MUSHROOM HEAD
Whenever Andrew Scott picks up the drumsticks for Sloan, the result is usually a big bang of some sort. The same often goes for when he picks up the paintbrush -- witness Scott's latest art exhibition, The Alphabet, a collection of 16 blue-hued monochromatic works depicting the awful beauty and mesmerizing horror of nuclear-bomb mushroom clouds. A far cry from singing cheery ba-ba-ba-da-ba songs about people in the sky, innit?
"Since Hiroshima, the nuclear bomb has represented the most effective communication tool since the alphabet," says Scott of the exhibit's title. "It's come to crystallize a truly global way of thinking. Everyone's perception about nuclear war is that this is something that can never happen. But it has happened -- tests were done all throughout China and Siberia, and the world is polluted with radioactive collapse."
And if everything else from the '80s is enjoying its retro-revival moment, why not bring back some good, ol' fashioned Day After-style Cold War paranoia?

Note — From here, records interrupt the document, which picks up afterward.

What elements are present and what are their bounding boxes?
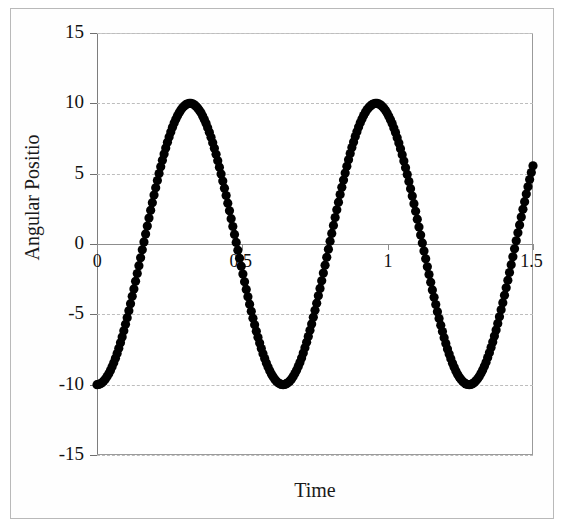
y-axis-tick [90, 455, 97, 456]
y-axis-tick-label: 15 [34, 22, 84, 41]
y-axis-tick [90, 244, 97, 245]
y-axis-tick [90, 174, 97, 175]
y-axis-tick [90, 103, 97, 104]
y-axis-tick [90, 314, 97, 315]
chart-figure: 151050-5-10-15 00.511.5 Angular Positio … [0, 0, 564, 528]
y-axis-tick-label: -5 [34, 303, 84, 322]
y-axis-tick-label: -15 [34, 444, 84, 463]
x-axis-tick [533, 244, 534, 250]
y-axis-tick-label: -10 [34, 374, 84, 393]
x-axis-title: Time [97, 479, 533, 502]
y-axis-tick [90, 33, 97, 34]
y-axis-title: Angular Positio [21, 98, 44, 298]
gridline [97, 455, 533, 456]
data-series-curve [97, 33, 533, 455]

"The Cold War is far from over," Scott cautions. "There are still missile silos all over Europe, Asia and America. And with a president named 'Dubya' in office, I'm a little nervous. I always have been -- growing up in Halifax, I was worried that we were the 10th city on the nuclear-war hit list, because Halifax was a strategic military port."

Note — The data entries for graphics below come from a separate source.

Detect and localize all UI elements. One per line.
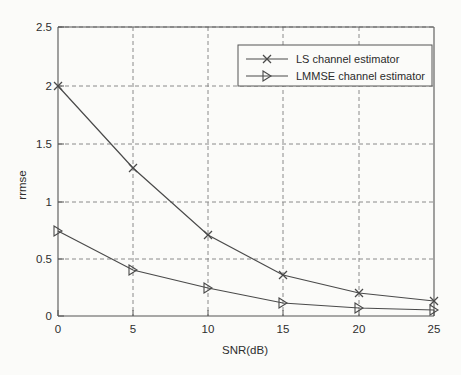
y-tick-label-0.5: 0.5 [36,253,52,265]
legend-label-ls: LS channel estimator [296,53,400,65]
y-tick-label-0: 0 [46,310,52,322]
x-axis-title: SNR(dB) [222,344,268,356]
x-tick-label-25: 25 [428,323,441,335]
chart-legend[interactable]: LS channel estimator LMMSE channel estim… [238,45,432,86]
x-tick-label-5: 5 [130,323,136,335]
y-axis-title: rrmse [16,170,28,199]
y-tick-label-2: 2 [46,80,52,92]
y-tick-label-1.5: 1.5 [36,138,52,150]
x-tick-label-20: 20 [353,323,366,335]
x-tick-label-10: 10 [202,323,215,335]
x-tick-label-15: 15 [277,323,290,335]
chart-canvas: 2.5 2 1.5 1 0.5 0 0 5 10 15 20 25 SNR(dB… [0,0,461,375]
x-tick-label-0: 0 [55,323,61,335]
chart-figure: 2.5 2 1.5 1 0.5 0 0 5 10 15 20 25 SNR(dB… [0,0,461,375]
y-tick-label-1: 1 [46,196,52,208]
legend-label-lmmse: LMMSE channel estimator [296,70,425,82]
y-tick-label-2.5: 2.5 [36,21,52,33]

Still, this self-described "bomb buff" -- who served four years at the Nova Scotia College of Art and Design before dropping out for the rock -- insists his radioactive renderings are not all about doom and gloom. "It's more optimistic than that," Scott says. "Painting the explosions in monochrome is a way of taking them out of the horrific, fiery-red glow and making them seem more peculiar. It's also a way of saving money on paint. There's also a 4 ft.-by-4 ft. painting of a great white shark completing the exhibit."

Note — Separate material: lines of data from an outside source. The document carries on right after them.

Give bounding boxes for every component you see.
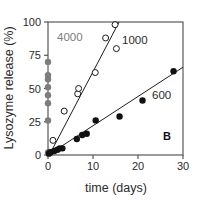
- lysozyme-release-scatter-chart: 0 10 20 30 0 25 50 75 100 time (days) Ly…: [0, 0, 198, 201]
- marker-4000: [45, 72, 51, 78]
- marker-1000: [92, 70, 98, 76]
- xtick-label-30: 30: [177, 160, 189, 172]
- marker-4000: [45, 92, 51, 98]
- ytick-label-50: 50: [29, 83, 41, 95]
- marker-600: [139, 97, 145, 103]
- y-axis-title: Lysozyme release (%): [2, 26, 16, 149]
- marker-4000: [45, 100, 51, 106]
- marker-600: [170, 68, 176, 74]
- marker-1000: [113, 46, 119, 52]
- series-label-600: 600: [152, 89, 171, 101]
- marker-600: [59, 145, 65, 151]
- ytick-label-75: 75: [29, 49, 41, 61]
- figure-panel-b: 0 10 20 30 0 25 50 75 100 time (days) Ly…: [0, 0, 198, 201]
- xtick-label-10: 10: [87, 160, 99, 172]
- series-label-1000: 1000: [122, 34, 148, 46]
- marker-4000: [45, 117, 51, 123]
- series-label-4000: 4000: [57, 31, 83, 43]
- ytick-label-0: 0: [35, 149, 41, 161]
- marker-600: [84, 131, 90, 137]
- marker-600: [116, 113, 122, 119]
- marker-600: [74, 136, 80, 142]
- xtick-label-20: 20: [132, 160, 144, 172]
- panel-label: B: [163, 130, 171, 142]
- ytick-label-100: 100: [23, 16, 41, 28]
- marker-4000: [45, 84, 51, 90]
- ytick-label-25: 25: [29, 116, 41, 128]
- marker-1000: [76, 86, 82, 92]
- xtick-label-0: 0: [45, 160, 51, 172]
- marker-1000: [112, 22, 118, 28]
- x-axis-title: time (days): [85, 181, 147, 195]
- marker-1000: [103, 35, 109, 41]
- marker-4000: [45, 59, 51, 65]
- marker-1000: [50, 137, 56, 143]
- marker-600: [93, 117, 99, 123]
- marker-1000: [61, 108, 67, 114]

The Alphabet runs from Tuesday (Jan. 16) till Feb. 1 at Zsa Zsa (962 Queen W., 899-3154), with an opening party on Jan. 20 from 7 to 10pm. (And since Zsa Zsa utilizes storefront space, the paintings will be on view to passersby at all hours.) With the works on display, Scott can attend to less apocalyptic matters -- like the completion of Sloan's sixth album. Though the band is recording with computer software, don't expect any major stylistic shifts. "Computers make it really easy to edit pieces together, since there's no tape involved," Scott relates. "But musically, it's still pretty nuts 'n' bolts. It's actually turning out to be a lot more collaborative than our last couple of albums." A tentative June release date is skedded.